Don’t Loose the Box top
4th June 2016
Last weekend I attended a conference at National Law School Bangalore. The conference was about Open Access and IP. The participants were mainly from law background, many academicians, some corporate lawyers, some independent practitioners, some working for non profits and some bureaucrats.
The conference was divided into a lots of panel discussion focused on various topic, where each panelist speaks for 15 to 20 minutes followed by a question and answer session. The first day also had a keynote by Professor Richard Jefferson. He talked about the fascinating history of IP and also his own personal story of how he created Lens. He used the metaphor of solving a jigsaw puzzle to show various barriers faced by today’s innovators. To solve a jigsaw puzzle. Two solve a jigsaw puzzle you need to have two things:
1. All the pieces of the puzzle
2. The Box top which has picture of how the final solution looks like
Earlier innovators faced a lot of issue because of secrecy. Patents were created so that people bring their pieces in return of gaining exclusive right to use that piece for a short duration of time, of course not to say there aren’t issues with this approach but the gist of IPR is giving exclusive rights as a means to a greater good rather than an end in itself. Professor Jefferson’s project Lens aims to solve the second problem, you cannot solve a problem which you cannot see. With full text patent search, metadata, citations and visualizations Lens attempts to bring more clarity to pieces which are present and ultimately how they can be put together.
Here are other take aways:
- Jayashree Watal discussed a very interesting concept of Automatic Compulsory License for patents. The idea is that instead of giving an exclusive right to the patent holder to use the product or process, automatically give a compulsory license to anyone who may wish to use the patent and for every sale of a product using the patent a fraction of revenue goes back to the inventor as royalty. For example if you have a patent on a camera technology and I want to use in a phone company is creating, I won’t have to take permission from you, instead I’ll just to go ahead make the product, sell it and pay a royalty fixed by the court. This system has several advantages over the existing model of exclusive right, here:
- Patents don’t block the innovation of others.
- It discourages corporates from using Patents as legal arsenals rather than real
innovative things which can monetized. - Prices will be set by a competitive market.
One of disadvantage of system is that it is not clear how the royalties be decided.
- Prashant Iyengar talked about the transparency in governance. His main thesis was that IP hasn’t been an issue while getting information and records from the government. The RTI Act has an exception to information disclose in case of IPR issues. Government departments have sometimes said that they cannot disclose some information because they have IP over it but Central Information Commission has usually trumped the need of transparency over the need of government departments to protect their IP. The bigger issue is lack of bureaucratic will to uphold transparency, often they loose records and documents and sometime they give information in formats which is completely useless.
- Prashant Reddy talked about transparency in the law drafting procedure. The parliamentary standing committee often cites parliamentary privilege to block access to the discussion that go into drafting a particular bill.
- One interesting point raised by Professor Natasha Nayak was that Standard Setting Organizations(SSOs) can be considered as a cartel because they eliminates inter technology competition. Whenever a new technology is coming there are always alternatives, SSOs chooses one technology over other, instead of allowing competition to decide the winner.
- Zakir Thomas talked about drug patents and said that most of the Phase I and Phase II funding for new drugs comes through governmental bodies and the contributions from big pharma goes into conducting the clinical trials and putting the drugs into the market. He also showed that more patents doesn’t equate to more products. (See Also: “The Entrepreneurial State”)
- Panel discussed that how the drug Sovaldi has changed the public discourse on drug pricing and is making people realize the actual cost that goes into making a drug. Drug companies justify the cost of drugs by saying that this is the value which the drugs brings into the market comparing it to cost of existing treating etc. Which is kind of saying that they price the drug at costs which people are willing to pay (for their lives).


» What is expected: Any picture in the data below should be skipped, while every line is repeated exactly.

╭──

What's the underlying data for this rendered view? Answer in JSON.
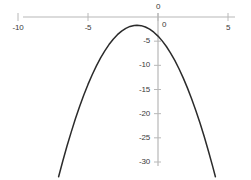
{
  "chart_data": {
    "type": "line",
    "title": "",
    "subtitle": "",
    "xlabel": "",
    "ylabel": "",
    "xlim": [
      -10,
      5
    ],
    "ylim": [
      -30,
      0
    ],
    "grid": false,
    "legend": null,
    "legend_position": "none",
    "line_color": "#2b2b2b",
    "axis_color": "#b8b8b8",
    "label_color": "#3a3a3a",
    "background": "#ffffff",
    "equation": "y = -(x + 1.5)^2 - 1.7",
    "x_ticks": [
      {
        "value": -10,
        "label": "-10"
      },
      {
        "value": -5,
        "label": "-5"
      },
      {
        "value": 0,
        "label": "0"
      },
      {
        "value": 5,
        "label": "5"
      }
    ],
    "y_ticks": [
      {
        "value": 0,
        "label": "0"
      },
      {
        "value": -5,
        "label": "-5"
      },
      {
        "value": -10,
        "label": "-10"
      },
      {
        "value": -15,
        "label": "-15"
      },
      {
        "value": -20,
        "label": "-20"
      },
      {
        "value": -25,
        "label": "-25"
      },
      {
        "value": -30,
        "label": "-30"
      }
    ],
    "x": [
      -7.1,
      -6.8,
      -6.5,
      -6.2,
      -5.9,
      -5.6,
      -5.3,
      -5.0,
      -4.7,
      -4.4,
      -4.1,
      -3.8,
      -3.5,
      -3.2,
      -2.9,
      -2.6,
      -2.3,
      -2.0,
      -1.7,
      -1.5,
      -1.2,
      -0.9,
      -0.6,
      -0.3,
      0.0,
      0.3,
      0.6,
      0.9,
      1.2,
      1.5,
      1.8,
      2.1,
      2.4,
      2.7,
      3.0,
      3.3,
      3.6,
      3.9,
      4.1
    ],
    "values": [
      -33.06,
      -29.78,
      -26.7,
      -23.82,
      -21.06,
      -18.5,
      -16.14,
      -13.95,
      -11.94,
      -10.11,
      -8.46,
      -7.0,
      -5.7,
      -4.59,
      -3.66,
      -2.91,
      -2.34,
      -1.95,
      -1.74,
      -1.7,
      -1.79,
      -2.06,
      -2.51,
      -3.14,
      -3.95,
      -4.94,
      -6.11,
      -7.46,
      -8.99,
      -10.7,
      -12.59,
      -14.66,
      -16.91,
      -19.34,
      -21.95,
      -24.74,
      -27.71,
      -30.86,
      -33.06
    ]
  },
  "axes": {
    "x_axis_name": "horizontal-axis",
    "y_axis_name": "vertical-axis"
  }
}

╰──

» Result for this task:
What's the underlying data for this rendered view? Answer in JSON.
{
  "chart_data": {
    "type": "line",
    "title": "",
    "subtitle": "",
    "xlabel": "",
    "ylabel": "",
    "xlim": [
      -10,
      5
    ],
    "ylim": [
      -30,
      0
    ],
    "grid": false,
    "legend": null,
    "legend_position": "none",
    "line_color": "#2b2b2b",
    "axis_color": "#b8b8b8",
    "label_color": "#3a3a3a",
    "background": "#ffffff",
    "equation": "y = -(x + 1.5)^2 - 1.7",
    "x_ticks": [
      {
        "value": -10,
        "label": "-10"
      },
      {
        "value": -5,
        "label": "-5"
      },
      {
        "value": 0,
        "label": "0"
      },
      {
        "value": 5,
        "label": "5"
      }
    ],
    "y_ticks": [
      {
        "value": 0,
        "label": "0"
      },
      {
        "value": -5,
        "label": "-5"
      },
      {
        "value": -10,
        "label": "-10"
      },
      {
        "value": -15,
        "label": "-15"
      },
      {
        "value": -20,
        "label": "-20"
      },
      {
        "value": -25,
        "label": "-25"
      },
      {
        "value": -30,
        "label": "-30"
      }
    ],
    "x": [
      -7.1,
      -6.8,
      -6.5,
      -6.2,
      -5.9,
      -5.6,
      -5.3,
      -5.0,
      -4.7,
      -4.4,
      -4.1,
      -3.8,
      -3.5,
      -3.2,
      -2.9,
      -2.6,
      -2.3,
      -2.0,
      -1.7,
      -1.5,
      -1.2,
      -0.9,
      -0.6,
      -0.3,
      0.0,
      0.3,
      0.6,
      0.9,
      1.2,
      1.5,
      1.8,
      2.1,
      2.4,
      2.7,
      3.0,
      3.3,
      3.6,
      3.9,
      4.1
    ],
    "values": [
      -33.06,
      -29.78,
      -26.7,
      -23.82,
      -21.06,
      -18.5,
      -16.14,
      -13.95,
      -11.94,
      -10.11,
      -8.46,
      -7.0,
      -5.7,
      -4.59,
      -3.66,
      -2.91,
      -2.34,
      -1.95,
      -1.74,
      -1.7,
      -1.79,
      -2.06,
      -2.51,
      -3.14,
      -3.95,
      -4.94,
      -6.11,
      -7.46,
      -8.99,
      -10.7,
      -12.59,
      -14.66,
      -16.91,
      -19.34,
      -21.95,
      -24.74,
      -27.71,
      -30.86,
      -33.06
    ]
  },
  "axes": {
    "x_axis_name": "horizontal-axis",
    "y_axis_name": "vertical-axis"
  }
}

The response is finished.